*What you will do*: Transcribe each record exactly. Omit the pictures.

*Measurement transcription data*:
....................

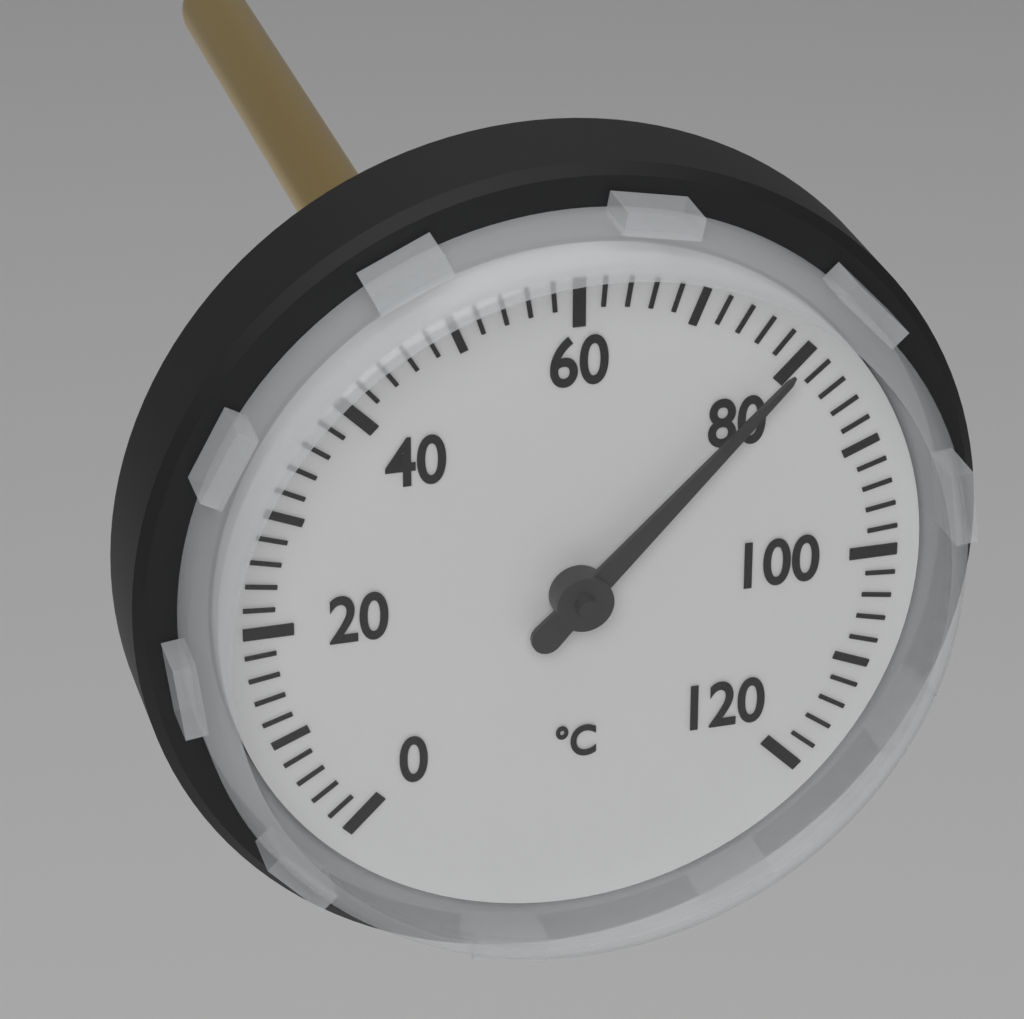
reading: 80 °C
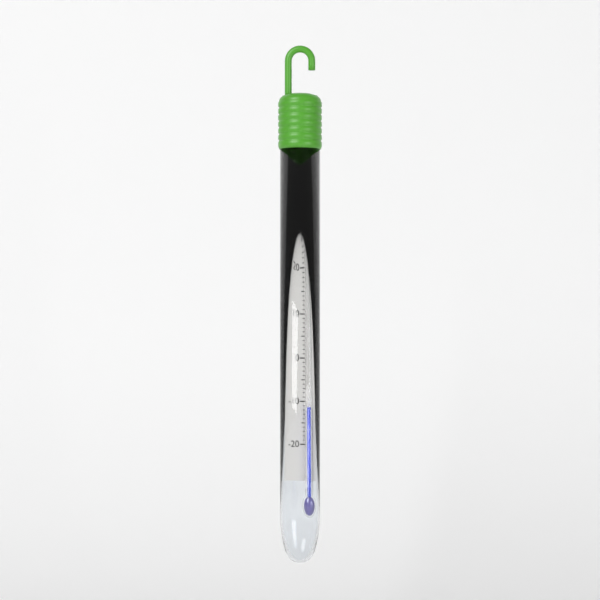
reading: -11 °C
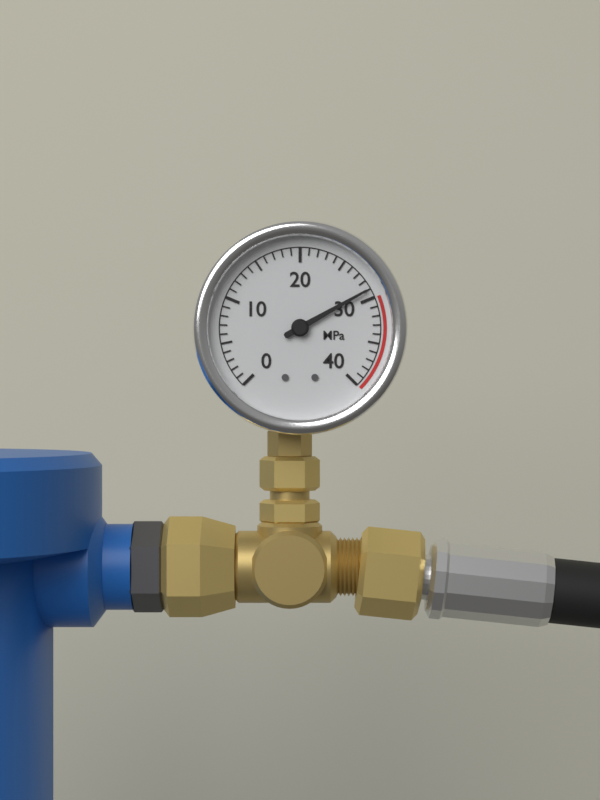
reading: 29 MPa
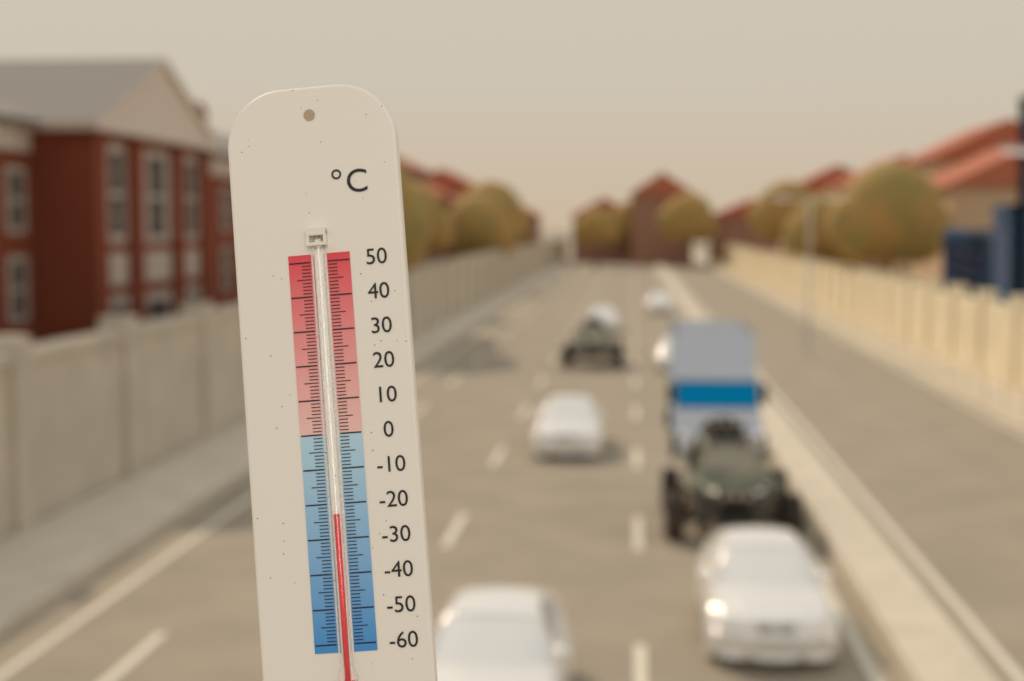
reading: -23 °C
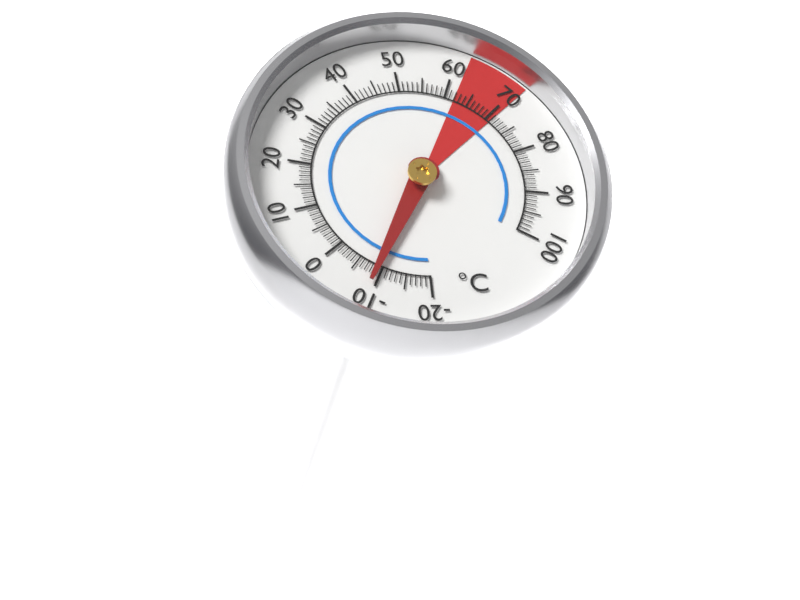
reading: -9 °C
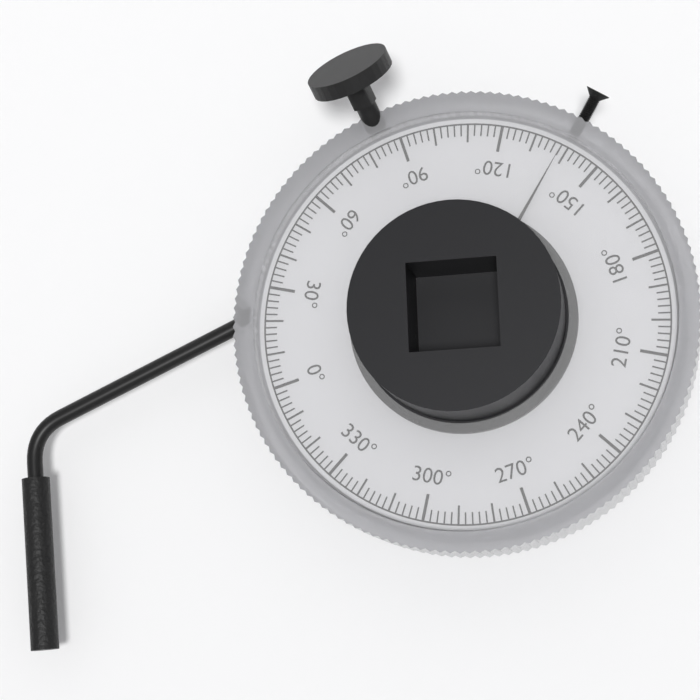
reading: 138 °
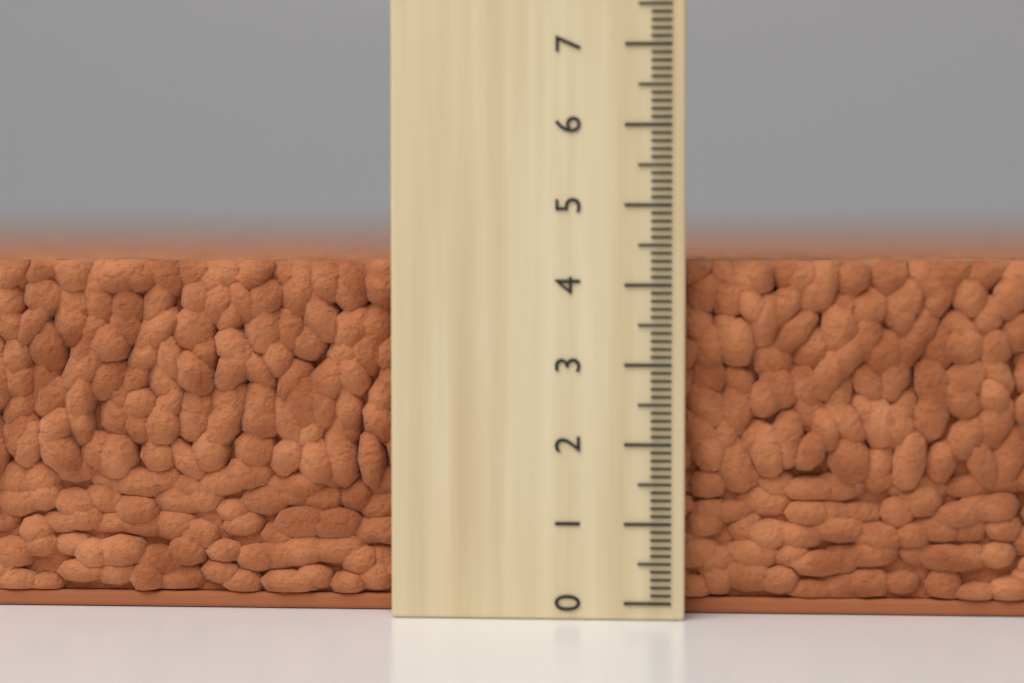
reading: 4.3 (no unit)
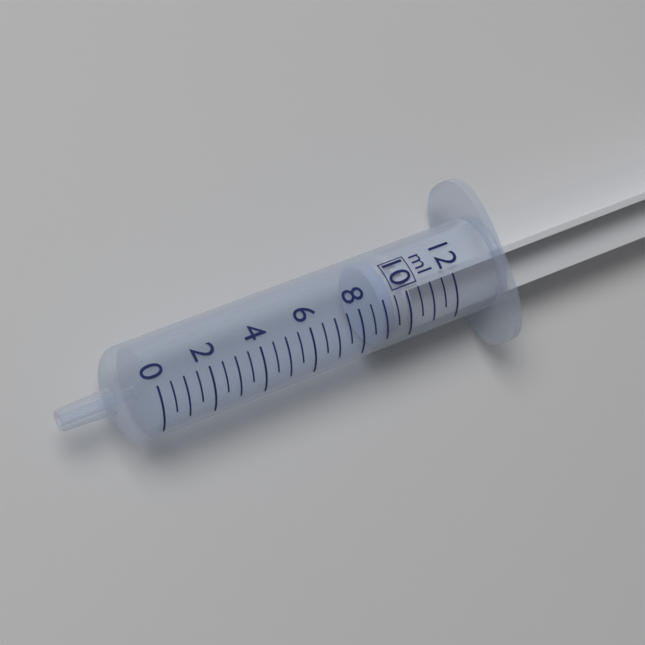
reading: 9.0 ml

....................

*Answer for this exercise*:
reading: 80 °C
reading: -11 °C
reading: 29 MPa
reading: -23 °C
reading: -9 °C
reading: 138 °
reading: 4.3 (no unit)
reading: 9.0 ml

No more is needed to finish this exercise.